The two companies have been working very closely since Springpath was founded in 2012. The product has been extremely well received by customers and channel partners, resulting in a little more than 1,800 customers to date. In fact, nearly customer and channel partner wanted the companies to join.

Having finally made the move, Cisco said it will acquire the start-up for $320 million (€266 million) in cash, equity and other incentives.

As is the case with most Cisco acquisitions, this one is well timed, as the market for HCI is starting to evolve. Historically, the primary use case for HCI has been VDI, but the market has recently seen increased usage for other enterprise apps, including databases, unified communications and as remote office/branch office infrastructure.

The Springpath business will roll up under Liz Centoni, senior vice president and general manager of Cisco’s Computing Systems Product Group.
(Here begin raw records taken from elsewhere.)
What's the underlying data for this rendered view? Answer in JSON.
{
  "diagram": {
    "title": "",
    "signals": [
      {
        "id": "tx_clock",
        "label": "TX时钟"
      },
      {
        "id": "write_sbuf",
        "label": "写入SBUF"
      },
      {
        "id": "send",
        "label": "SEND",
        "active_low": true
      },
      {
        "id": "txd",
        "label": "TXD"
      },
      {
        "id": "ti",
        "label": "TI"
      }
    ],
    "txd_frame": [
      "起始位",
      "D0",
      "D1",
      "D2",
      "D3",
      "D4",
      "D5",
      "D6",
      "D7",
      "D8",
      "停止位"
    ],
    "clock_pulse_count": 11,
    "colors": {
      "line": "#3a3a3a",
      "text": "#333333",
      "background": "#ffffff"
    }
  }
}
That group has seen a slowdown of the business that was once red hot thanks to slow Unified Computing System (UCS) growth. However, HyperFlex and the rest of the HCI vendors should see strong growth as the market grows to $6 billion (€5 billion) in the next three years, as predicted by IDC.

State of the HCI market
Cisco’s jumping into the HCI industry creates some interesting competitive dynamics. Typically, when Cisco enters a new market, it can use its massive channel and huge marketing budget to steamroll the competition. A couple of years ago, that was certainly possible with HCI. Since then, the competitive landscape has experienced some significant changes that could challenge Cisco for dominance in the market.
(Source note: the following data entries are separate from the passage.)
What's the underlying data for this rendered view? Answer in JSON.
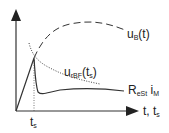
{
  "diagram": {
    "type": "voltage-current-time sketch",
    "axes": {
      "x_label_main": "t, t",
      "x_label_sub": "s",
      "x_tick_main": "t",
      "x_tick_sub": "s"
    },
    "curves": [
      {
        "id": "uB",
        "style": "dashed",
        "label_main": "u",
        "label_sub": "B",
        "label_suffix": "(t)"
      },
      {
        "id": "urBF",
        "style": "dotted",
        "label_main": "u",
        "label_sub": "rBF",
        "label_suffix": "(t",
        "label_sub2": "s",
        "label_end": ")"
      },
      {
        "id": "ReSt_iM",
        "style": "solid",
        "label_main": "R",
        "label_sub": "eSt",
        "label_mid": " i",
        "label_sub2": "M"
      }
    ]
  }
}
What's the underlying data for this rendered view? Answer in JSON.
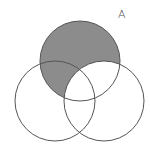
{
  "diagram": {
    "type": "venn",
    "label": "A",
    "circles": [
      {
        "name": "top",
        "cx": 80,
        "cy": 61,
        "r": 40
      },
      {
        "name": "left",
        "cx": 55,
        "cy": 101,
        "r": 40
      },
      {
        "name": "right",
        "cx": 104,
        "cy": 101,
        "r": 40
      }
    ],
    "shaded_region": "top minus right",
    "colors": {
      "shade": "#8c8c8c",
      "stroke": "#555555",
      "background": "#ffffff"
    }
  }
}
Last year, HPE paid a cool $650 million (€540 million) for Massachusetts-based SimpliVity to complement its own efforts in HCI. At the time, SimpliVity was the number two vendor in the HCI market next to Nutanix, which went public earlier in 2016. Perhaps the most significant change in the HCI market was Dell-EMC jumping into the market with its VxRail/VxRack products. In actuality, these products had been available from EMC in the past, but they rolled those products, plus the VBlock and VxBlock, into a single, converged infrastructure group under the leadership of Chad Sakac.

Power of simplicity
There is no group in any company that has understood the power of simplicity better than Sakac’s team. They are extremely customer focused and masters of using software to mask the underlying complexity of building engineered systems. VBlock adoption took off like a rocket because there was no faster way to build a private cloud. Now, the organisation taking that expertise to HCI, and it’s having an equal amount of success.
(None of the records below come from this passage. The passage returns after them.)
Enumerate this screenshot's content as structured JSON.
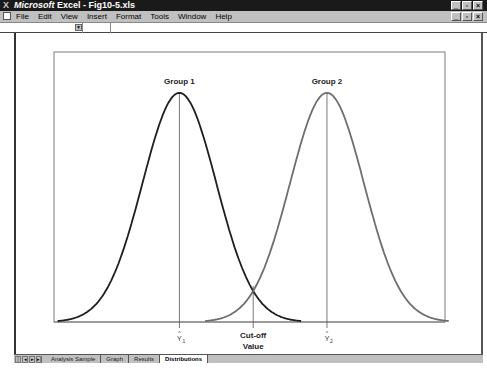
{
  "window": {
    "app_name": "Microsoft",
    "title_rest": " Excel - Fig10-5.xls",
    "buttons": {
      "minimize": "_",
      "restore": "▫",
      "close": "×"
    }
  },
  "menu": {
    "items": [
      "File",
      "Edit",
      "View",
      "Insert",
      "Format",
      "Tools",
      "Window",
      "Help"
    ]
  },
  "formula_bar": {
    "name_box": "",
    "formula": ""
  },
  "sheet_tabs": {
    "nav": [
      "|◂",
      "◂",
      "▸",
      "▸|"
    ],
    "tabs": [
      {
        "label": "Analysis Sample",
        "active": false
      },
      {
        "label": "Graph",
        "active": false
      },
      {
        "label": "Results",
        "active": false
      },
      {
        "label": "Distributions",
        "active": true
      }
    ]
  },
  "chart_data": {
    "type": "line",
    "title": "",
    "xlabel": "",
    "ylabel": "",
    "grid": false,
    "legend": "none",
    "series": [
      {
        "name": "Group 1",
        "distribution": "normal",
        "mean": 0,
        "sd": 1,
        "color": "#1e1e1e"
      },
      {
        "name": "Group 2",
        "distribution": "normal",
        "mean": 4,
        "sd": 1,
        "color": "#6e6e6e"
      }
    ],
    "xlim": [
      -3.4,
      7.2
    ],
    "ylim": [
      0,
      0.47
    ],
    "annotations": {
      "group1_label": "Group 1",
      "group2_label": "Group 2",
      "centroid1_hat": "^",
      "centroid1_sym": "Y",
      "centroid1_sub": "1",
      "centroid2_hat": "^",
      "centroid2_sym": "Y",
      "centroid2_sub": "2",
      "cutoff_line1": "Cut-off",
      "cutoff_line2": "Value",
      "cutoff_x": 2
    }
  }
}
Also, the group formerly known as VCE is in complete lock step with the VMware vSphere roadmap, giving it a unique advantage when customers want to use HCI to support VMware (which is most customers). It is for these reasons that in September of 2016, the prediction was made that Dell-EMC was in a position to take the lead in HCI.

Like most industries, HCI had been led primarily by start-ups. The recent activity by HP and Dell-EMC certainly changed the dynamics. Having Cisco jump into it now with its own product will certainly continue to add fuel to the HCI fire that is also burning hot.